MS-13 is horrible. Ok, it’s not too bad.

Attorney General Jeff Sessions and President Trump have gone on and on about how horrible the Central American gang MS-13 is. Unless that is they’re talking about shipping immigrants back there:

More than 300,000 Central Americans and Haitians living in the United States under a form of temporary permission no longer need to be shielded from deportation, the State Department told Homeland Security officials this week.
The statement was issued a few days ahead of a highly anticipated DHS announcement about whether to renew that protection.
On Tuesday, Secretary of State Rex Tillerson sent a letter to acting DHS secretary Elaine Duke to inform her that conditions in Central America and Haiti that had been used to justify the protection no longer necessitate a reprieve for the migrants.

As an aside, MS-13 formed in the LA area by Salvadorans displaced by the civil wars fomented by the US and it took root in El Salvador after the US deported many of them back to El Salvador. Reagan’s actions have come back to bite us.

Jeff Sessions shows his critics were right

Jeff Sessions isn’t a racist it’s just that his policies seem to be … or something. Let’s see what Jeff did the last two days of Black History Month:

  • He dropped an objection to a voter ID law in Texas:

The Republican-led Texas Legislature passed one of the toughest voter ID laws in the country in 2011, requiring voters to show a driver’s license, passport or other government-issued photo ID before casting a ballot.

The Obama administration’s Justice Department sued Texas to block the law in 2013 and scored a major victory last year after a federal appeals court ruled that the law needed to be softened because it discriminated against minority voters who lacked the required IDs.

Opponents of the law said Republican lawmakers selected IDs that were most advantageous for Republican-leaning white voters and discarded IDs that were beneficial to Democratic-leaning minority voters. For example, legislators included licenses to carry concealed handguns, which are predominantly carried by whites, and excluded government employee IDs and public university IDs, which are more likely to be used by blacks, Hispanics and Democratic-leaning younger voters.

But the Justice Department under President Trump and Attorney General Jeff Sessions told a judge on Monday that it was withdrawing its claim that Texas enacted the law with a discriminatory intent.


TASK OBJECTIVE = Throughout the listing below, show every line in which "ticks" occurs.

DATA SHOWN Block Start

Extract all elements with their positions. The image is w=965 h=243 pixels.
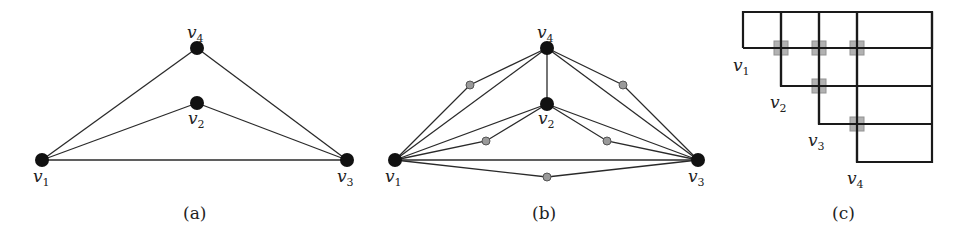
- rect-v3: [819, 12, 932, 124]
- label-v4: v4: [537, 22, 554, 45]
- caption-b: (b): [532, 203, 556, 223]
- panel-b: v1 v4 v2 v3 (b): [385, 22, 705, 223]
- panel-a: v1 v4 v2 v3 (a): [33, 22, 354, 223]
- edge-v4-v3: [197, 48, 347, 160]
- edge-v2-v3: [197, 103, 347, 160]
- figure-canvas: v1 v4 v2 v3 (a) v1 v4 v2 v3 (b): [0, 0, 965, 243]
- subdivision-point: [482, 137, 490, 145]
- label-v1: v1: [385, 166, 402, 189]
- label-v3: v3: [688, 166, 705, 189]
- label-v2: v2: [188, 108, 205, 131]
- label-v2: v2: [770, 92, 787, 115]
- subdivision-point: [466, 81, 474, 89]
- subdivision-point: [603, 137, 611, 145]
- label-v3: v3: [337, 166, 354, 189]
- label-v1: v1: [733, 55, 750, 78]
- label-v2: v2: [538, 108, 555, 131]
- edge-v1-v2: [395, 104, 547, 160]
- subdivision-point: [619, 81, 627, 89]
- edge-v1-v4: [395, 48, 547, 160]
- panel-c: v1 v2 v3 v4 (c): [733, 12, 932, 223]
- vertex-v3: [340, 153, 354, 167]
- label-v3: v3: [808, 130, 825, 153]
- edge-v4-v3: [547, 48, 698, 160]
- vertex-v1: [388, 153, 402, 167]
- edge-v1-v2: [42, 103, 197, 160]
- edge-v1-v4: [42, 48, 197, 160]
- label-v4: v4: [847, 168, 864, 191]
- vertex-v3: [691, 153, 705, 167]
- caption-a: (a): [183, 203, 206, 223]
- label-v1: v1: [33, 166, 50, 189]
- caption-c: (c): [832, 203, 855, 223]
- edge-v2-v3: [547, 104, 698, 160]
- label-v4: v4: [187, 22, 204, 45]
- subdivision-point: [543, 173, 551, 181]
- vertex-v1: [35, 153, 49, 167]
- rect-v1: [743, 12, 932, 48]
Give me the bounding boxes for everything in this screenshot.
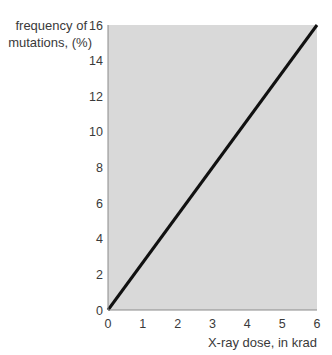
x-tick-label: 6: [314, 317, 321, 331]
x-axis-ticks: 0123456: [105, 317, 321, 331]
y-axis-ticks: 0246810121416: [89, 19, 103, 318]
y-tick-label: 14: [89, 54, 103, 68]
x-tick-label: 0: [105, 317, 112, 331]
y-tick-label: 8: [96, 161, 103, 175]
y-tick-label: 2: [96, 268, 103, 282]
chart: 0246810121416 0123456 frequency of mutat…: [0, 0, 332, 355]
x-tick-label: 2: [174, 317, 181, 331]
x-tick-label: 5: [279, 317, 286, 331]
y-tick-label: 12: [89, 90, 103, 104]
x-axis-label: X-ray dose, in krad: [208, 335, 317, 350]
y-tick-label: 6: [96, 197, 103, 211]
y-tick-label: 0: [96, 304, 103, 318]
y-axis-label-line-1: frequency of: [15, 18, 87, 33]
y-tick-label: 4: [96, 232, 103, 246]
x-tick-label: 4: [244, 317, 251, 331]
y-tick-label: 16: [89, 19, 103, 33]
y-axis-label-line-2: mutations, (%): [8, 35, 92, 50]
x-tick-label: 3: [209, 317, 216, 331]
y-tick-label: 10: [89, 125, 103, 139]
x-tick-label: 1: [139, 317, 146, 331]
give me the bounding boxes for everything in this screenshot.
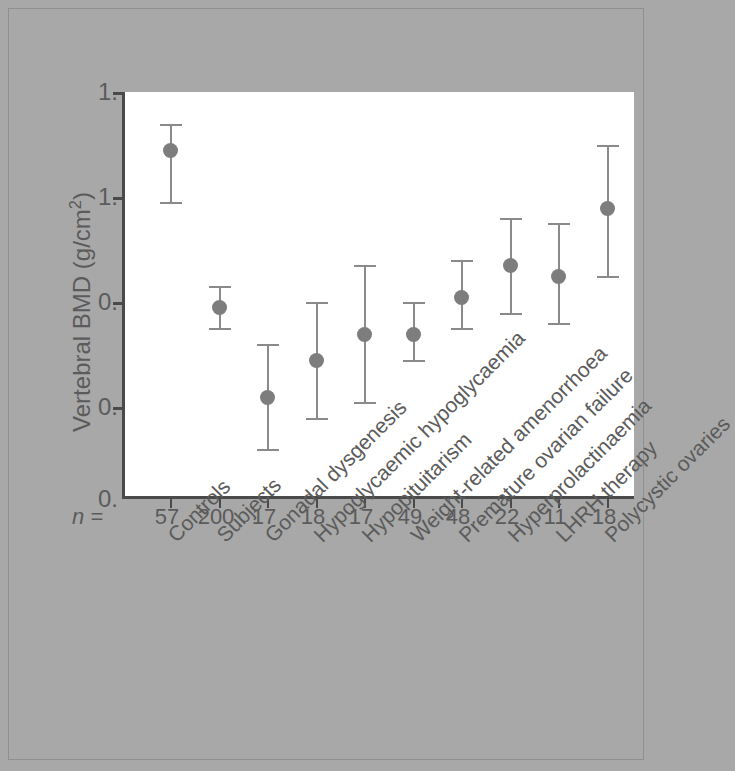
y-axis-tick	[113, 92, 125, 95]
error-bar-cap-lower	[160, 202, 182, 204]
error-bar-cap-upper	[306, 302, 328, 304]
data-point-marker	[406, 327, 421, 342]
error-bar-cap-upper	[354, 265, 376, 267]
error-bar-cap-upper	[451, 260, 473, 262]
data-point-marker	[260, 390, 275, 405]
data-point-marker	[309, 353, 324, 368]
error-bar-cap-upper	[548, 223, 570, 225]
error-bar-cap-upper	[403, 302, 425, 304]
y-axis-tick-labels: 1.1.0.0.0.	[9, 9, 122, 509]
data-point-marker	[163, 143, 178, 158]
data-point-marker	[212, 300, 227, 315]
error-bar-cap-upper	[257, 344, 279, 346]
error-bar-cap-lower	[306, 418, 328, 420]
data-point-marker	[357, 327, 372, 342]
error-bar-cap-lower	[500, 313, 522, 315]
error-bar-cap-upper	[209, 286, 231, 288]
error-bar-cap-lower	[548, 323, 570, 325]
figure-frame: Vertebral BMD (g/cm2) 1.1.0.0.0. n = 572…	[8, 8, 644, 760]
x-axis-category-labels: ControlsSubjectsGonadal dysgenesisHypogl…	[9, 524, 668, 724]
data-point-marker	[503, 258, 518, 273]
data-point-marker	[600, 201, 615, 216]
data-point-marker	[454, 290, 469, 305]
error-bar-cap-upper	[500, 218, 522, 220]
error-bar-cap-lower	[597, 276, 619, 278]
error-bar-cap-upper	[597, 145, 619, 147]
y-axis-tick	[113, 197, 125, 200]
y-axis-tick	[113, 407, 125, 410]
error-bar	[170, 124, 172, 203]
error-bar-cap-upper	[160, 124, 182, 126]
error-bar-cap-lower	[257, 449, 279, 451]
error-bar-cap-lower	[403, 360, 425, 362]
data-point-marker	[551, 269, 566, 284]
error-bar-cap-lower	[451, 328, 473, 330]
error-bar-cap-lower	[354, 402, 376, 404]
y-axis-tick	[113, 302, 125, 305]
error-bar-cap-lower	[209, 328, 231, 330]
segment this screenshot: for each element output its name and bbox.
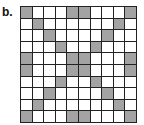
grid-cell-empty [91,30,102,41]
grid-cell-shaded [125,7,136,18]
grid-cell-empty [102,65,113,76]
panel-label: b. [2,5,13,19]
grid-cell-shaded [21,111,32,122]
grid-cell-shaded [102,88,113,99]
grid-cell-empty [56,19,67,30]
grid-cell-empty [114,65,125,76]
grid-cell-empty [67,100,78,111]
grid-cell-empty [114,42,125,53]
grid-cell-empty [91,88,102,99]
grid-cell-empty [44,65,55,76]
grid-cell-shaded [67,7,78,18]
grid-cell-empty [21,77,32,88]
grid-cell-shaded [114,19,125,30]
grid-cell-empty [44,77,55,88]
grid-cell-shaded [67,65,78,76]
grid-cell-empty [33,53,44,64]
grid-cell-empty [44,42,55,53]
grid-cell-shaded [67,111,78,122]
grid-cell-shaded [79,65,90,76]
grid-cell-empty [56,100,67,111]
grid-cell-shaded [33,19,44,30]
grid-cell-empty [91,7,102,18]
grid-cell-empty [67,30,78,41]
grid-cell-empty [91,100,102,111]
grid-cell-empty [102,77,113,88]
grid-cell-shaded [102,30,113,41]
grid-cell-empty [67,77,78,88]
grid-cell-empty [67,19,78,30]
grid-cell-empty [21,19,32,30]
grid-cell-shaded [56,77,67,88]
grid-cell-empty [56,65,67,76]
grid-cell-empty [114,7,125,18]
grid-cell-empty [44,100,55,111]
grid-cell-empty [21,88,32,99]
grid-cell-empty [102,42,113,53]
grid-cell-empty [33,65,44,76]
grid-cell-empty [114,111,125,122]
grid-cell-empty [21,100,32,111]
grid-cell-empty [44,53,55,64]
grid-cell-empty [102,53,113,64]
grid-cell-empty [21,30,32,41]
grid-cell-empty [56,88,67,99]
grid-cell-empty [125,100,136,111]
grid-cell-shaded [125,65,136,76]
grid-cell-empty [91,65,102,76]
grid-cell-shaded [125,53,136,64]
grid-cell-empty [125,30,136,41]
grid-cell-shaded [21,65,32,76]
grid-cell-shaded [79,111,90,122]
grid-cell-empty [79,30,90,41]
grid-cell-shaded [33,100,44,111]
grid-cell-empty [125,77,136,88]
grid-cell-shaded [56,42,67,53]
grid-cell-empty [56,7,67,18]
grid-cell-empty [114,30,125,41]
grid-cell-empty [33,88,44,99]
grid-cell-empty [102,100,113,111]
grid-cell-empty [91,111,102,122]
grid-cell-empty [79,77,90,88]
grid-cell-empty [125,42,136,53]
pattern-grid [20,6,137,123]
grid-cell-empty [79,42,90,53]
grid-cell-shaded [21,7,32,18]
grid-cell-empty [33,77,44,88]
grid-cell-shaded [21,53,32,64]
grid-cell-empty [33,111,44,122]
grid-cell-empty [114,88,125,99]
grid-cell-empty [33,7,44,18]
grid-cell-empty [33,30,44,41]
grid-cell-empty [44,7,55,18]
grid-cell-empty [114,77,125,88]
grid-cell-empty [56,30,67,41]
grid-cell-empty [56,111,67,122]
grid-cell-shaded [91,42,102,53]
grid-cell-shaded [44,30,55,41]
grid-cell-empty [67,42,78,53]
grid-cell-shaded [67,53,78,64]
grid-cell-empty [91,53,102,64]
grid-cell-shaded [125,111,136,122]
grid-cell-empty [44,19,55,30]
grid-cell-empty [33,42,44,53]
grid-cell-empty [125,88,136,99]
grid-cell-shaded [91,77,102,88]
grid-cell-empty [56,53,67,64]
grid-cell-shaded [44,88,55,99]
grid-cell-empty [79,19,90,30]
grid-cell-empty [91,19,102,30]
grid-cell-empty [102,111,113,122]
grid-cell-empty [44,111,55,122]
grid-cell-empty [102,19,113,30]
grid-cell-empty [79,100,90,111]
grid-cell-shaded [79,7,90,18]
grid-cell-empty [102,7,113,18]
grid-cell-shaded [114,100,125,111]
grid-cell-empty [67,88,78,99]
grid-cell-empty [21,42,32,53]
grid-cell-empty [125,19,136,30]
grid-cell-empty [79,88,90,99]
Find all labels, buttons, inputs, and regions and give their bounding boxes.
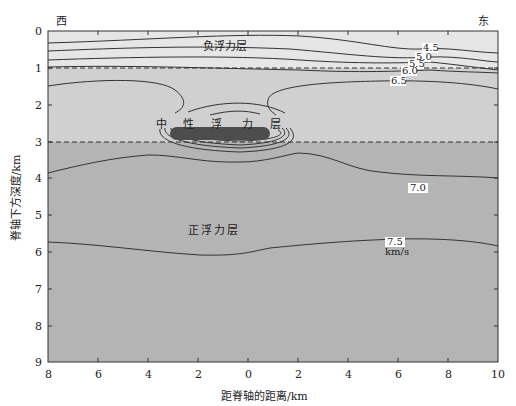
unit-label: km/s (385, 246, 409, 257)
west-label: 西 (56, 12, 67, 28)
neutral-char-3: 浮 (211, 115, 222, 131)
y-tick-3: 3 (35, 136, 42, 149)
x-tick-8: 8 (445, 368, 452, 381)
negative-layer-label: 负浮力层 (203, 37, 247, 53)
x-axis-title: 距脊轴的距离/km (221, 387, 308, 403)
y-tick-4: 4 (35, 172, 42, 185)
contour-label-6-5: 6.5 (391, 75, 407, 86)
neutral-char-4: 力 (242, 115, 253, 131)
y-tick-0: 0 (35, 25, 42, 38)
neutral-char-5: 层 (270, 115, 281, 131)
x-tick-2: 4 (145, 368, 152, 381)
neutral-char-2: 性 (183, 115, 194, 131)
positive-layer-label: 正浮力层 (188, 221, 240, 237)
y-tick-5: 5 (35, 209, 42, 222)
x-tick-4: 0 (245, 368, 252, 381)
east-label: 东 (478, 12, 489, 28)
x-tick-7: 6 (395, 368, 402, 381)
x-tick-1: 6 (95, 368, 102, 381)
y-tick-2: 2 (35, 99, 42, 112)
x-tick-5: 2 (295, 368, 302, 381)
y-tick-7: 7 (35, 283, 42, 296)
x-tick-9: 10 (491, 368, 505, 381)
x-tick-6: 4 (345, 368, 352, 381)
x-tick-0: 8 (45, 368, 52, 381)
y-tick-8: 8 (35, 320, 42, 333)
neutral-char-1: 中 (156, 115, 167, 131)
y-tick-9: 9 (35, 356, 42, 369)
y-tick-6: 6 (35, 246, 42, 259)
contour-plot (0, 0, 516, 406)
contour-label-7-0: 7.0 (410, 182, 426, 193)
y-axis-title: 脊轴下方深度/km (7, 143, 23, 253)
y-tick-1: 1 (35, 62, 42, 75)
x-tick-3: 2 (195, 368, 202, 381)
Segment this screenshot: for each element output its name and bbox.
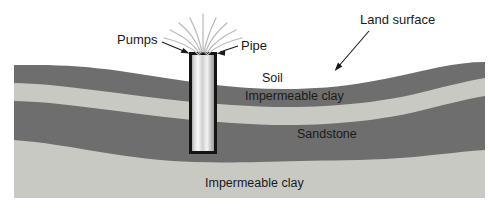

DATA SHOWN Block End

SOLUTION =
x-axis-ticks: 0123456: [105, 317, 321, 331]
y-axis-ticks: 0246810121416: [89, 19, 103, 318]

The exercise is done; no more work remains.